I was irritated when Watson came back and took time from Tinsley, mostly because Tinsley was playing better, but the one thing I'll say for Watson is that he's about the only guy with toughness out there who's also willing to stick up for his teammates. The Jazz need more guys like that, but at least one.
 
I was irritated when Watson came back and took time from Tinsley, mostly because Tinsley was playing better, but the one thing I'll say for Watson is that he's about the only guy with toughness out there who's also willing to stick up for his teammates. The Jazz need more guys like that, but at least one.

Meh, Tinsley was slightly better offensively but vastly inferior defensively.
 
I would love to see Burks play the point. But if that is not the plan, I really don't mind Tinsley being the back up for a while. Watson is not my favorite player and I honestly think that Tinsley is the better veteran (if he can stay healthy). He is old but I liked his attitude last year. He just came across as a guy with a high IQ for the game and he was a coach on and off the court (its also nice to have a decent flopper on our team for once). Even if he doesn't get much playing time, I think the young guys could learn a lot from him. Watson can't shoot and he would always pick up his dribble way too early and it drove me crazy.
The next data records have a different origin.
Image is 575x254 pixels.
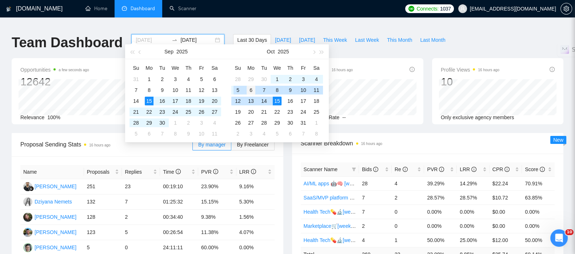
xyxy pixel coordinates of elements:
button: setting [561,3,572,15]
span: info-circle [410,67,415,72]
img: Profile image for Iryna [8,79,23,94]
img: AK [23,228,32,237]
span: By Freelancer [237,142,268,148]
img: Profile image for Dima [8,25,23,40]
div: 6 [286,130,295,138]
td: 2025-10-02 [182,118,195,128]
div: • [DATE] [45,167,65,175]
img: HH [23,213,32,222]
td: 2025-10-20 [244,107,258,118]
th: Mo [143,62,156,74]
td: 2025-09-25 [182,107,195,118]
div: 5 [132,130,140,138]
div: 21 [260,108,268,116]
span: Invitations [301,65,353,74]
span: 100% [47,115,60,120]
div: 3 [171,75,180,84]
th: Mo [244,62,258,74]
div: 12 [234,97,242,106]
div: Dziyana Nemets [35,198,72,206]
span: user [460,6,465,11]
span: Relevance [20,115,44,120]
th: Su [231,62,244,74]
td: 2025-10-26 [231,118,244,128]
span: Как прошел разговор с вами? [26,80,114,85]
td: 2025-10-13 [244,96,258,107]
div: 4 [210,119,219,127]
div: 10 [299,86,308,95]
span: [DATE] [275,36,291,44]
div: 6 [145,130,154,138]
td: 2025-10-05 [130,128,143,139]
div: 8 [273,86,282,95]
div: 14 [260,97,268,106]
div: • 1 мин назад [41,33,76,40]
h1: Чат [65,3,81,16]
img: Profile image for Dima [8,106,23,121]
td: 2025-11-07 [297,128,310,139]
div: 8 [312,130,321,138]
div: Закрыть [128,3,141,16]
th: We [271,62,284,74]
span: filter [352,167,356,172]
td: 2025-10-24 [297,107,310,118]
td: 2025-09-08 [143,85,156,96]
div: 22 [273,108,282,116]
td: 2025-10-11 [310,85,323,96]
td: 2025-10-03 [195,118,208,128]
td: 2025-10-04 [310,74,323,85]
img: DN [23,198,32,207]
div: [PERSON_NAME] [35,213,76,221]
div: [PERSON_NAME] [26,87,68,94]
td: 2025-10-06 [244,85,258,96]
td: 2025-10-23 [284,107,297,118]
img: YN [23,243,32,252]
a: Marketplace🛒[weekend, full description] [304,223,396,229]
span: info-circle [550,67,555,72]
div: 20 [210,97,219,106]
a: setting [561,6,572,12]
span: такие задержки? [26,26,72,32]
td: 2025-09-11 [182,85,195,96]
div: 31 [299,119,308,127]
th: Name [20,165,84,179]
td: 2025-09-29 [244,74,258,85]
button: Отправить сообщение [28,152,118,167]
th: Sa [208,62,221,74]
button: Помощь [97,187,146,216]
div: 1 [312,119,321,127]
div: [PERSON_NAME] [35,244,76,252]
div: 11 [210,130,219,138]
div: 8 [171,130,180,138]
div: 7 [132,86,140,95]
td: 2025-10-04 [208,118,221,128]
div: 14 [132,97,140,106]
td: 2025-10-07 [156,128,169,139]
td: 2025-10-02 [284,74,297,85]
div: 5 [197,75,206,84]
td: 2025-09-27 [208,107,221,118]
div: 4 [260,130,268,138]
button: This Week [319,34,351,46]
div: 7 [158,130,167,138]
div: 10 [441,75,500,89]
span: [DATE] [299,36,315,44]
span: This Week [323,36,347,44]
div: 23 [158,108,167,116]
div: Dima [26,114,39,121]
img: Profile image for Dima [8,133,23,148]
button: 2025 [176,44,188,59]
time: 16 hours ago [361,142,382,146]
div: 29 [145,119,154,127]
td: 2025-10-12 [231,96,244,107]
td: 2025-09-03 [169,74,182,85]
td: 2025-10-06 [143,128,156,139]
td: 2025-09-05 [195,74,208,85]
td: 2025-09-12 [195,85,208,96]
div: • [DATE] [41,114,61,121]
span: Как прошел разговор с вами? [26,53,114,59]
td: 2025-09-10 [169,85,182,96]
div: 3 [197,119,206,127]
div: 6 [247,86,255,95]
td: 2025-10-08 [271,85,284,96]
Perhaps we could package him and Jefferson together in a trade...
 
i would be more fond of the tinsley plan if the guy could still run or jump. he can do neither, so that makes him a HUUUGE liability defensively, and makes him easier to guard.

not that watson is ideal either. a lot of energy, pushes the tempo (we'll need that from somebody this year) but has next to nothing on his own shot and the entire NBA knows it.

the second unit will likely be kanter, foye, burks and whichever of favors/al/paul doesn't start. on paper, that looks like a lineup that can score so i'd go with the better facilitator and the guy who can get things going in transition. that's probably earl, but like i say, it's kind of a devil-you-know kind of scenario.
 
Earl's a better distributor? No way. Better defender, yes. Agreed Tinsley has lost a few steps but he knows how to run the offense better than Earl.
 
i would be more fond of the tinsley plan if the guy could still run or jump. he can do neither, so that makes him a HUUUGE liability defensively, and makes him easier to guard.

not that watson is ideal either. a lot of energy, pushes the tempo (we'll need that from somebody this year) but has next to nothing on his own shot and the entire NBA knows it.

the second unit will likely be kanter, foye, burks and whichever of favors/al/paul doesn't start. on paper, that looks like a lineup that can score so i'd go with the better facilitator and the guy who can get things going in transition. that's probably earl, but like i say, it's kind of a devil-you-know kind of scenario.
At the moment I want to see what Foye can do. If he can provide great D, shooting and be average at running the team I think we come out way ahead.
 
Earl's a better distributor? No way. Better defender, yes. Agreed Tinsley has lost a few steps but he knows how to run the offense better than Earl.

earl had the highest assist percentage in the league, a ridiculous 45% of his possessions ended with a watson assist. jamaal's isn't bad either at 38%, but the moral of this particular story is that when earl on the floor, his main goal is always to involve others.
 
earl had the highest assist percentage in the league, a ridiculous 45% of his possessions ended with a watson assist. jamaal's isn't bad either at 38%, but the moral of this particular story is that when earl on the floor, his main goal is always to involve others.


thats because watson couldnt create his own shot, and even when he had an open look he rarely made the shots he took. watson is a great bench lleader. he is good at helping the young guys grow, but thats about it. i love the guys energy but he isnt the guy for the job.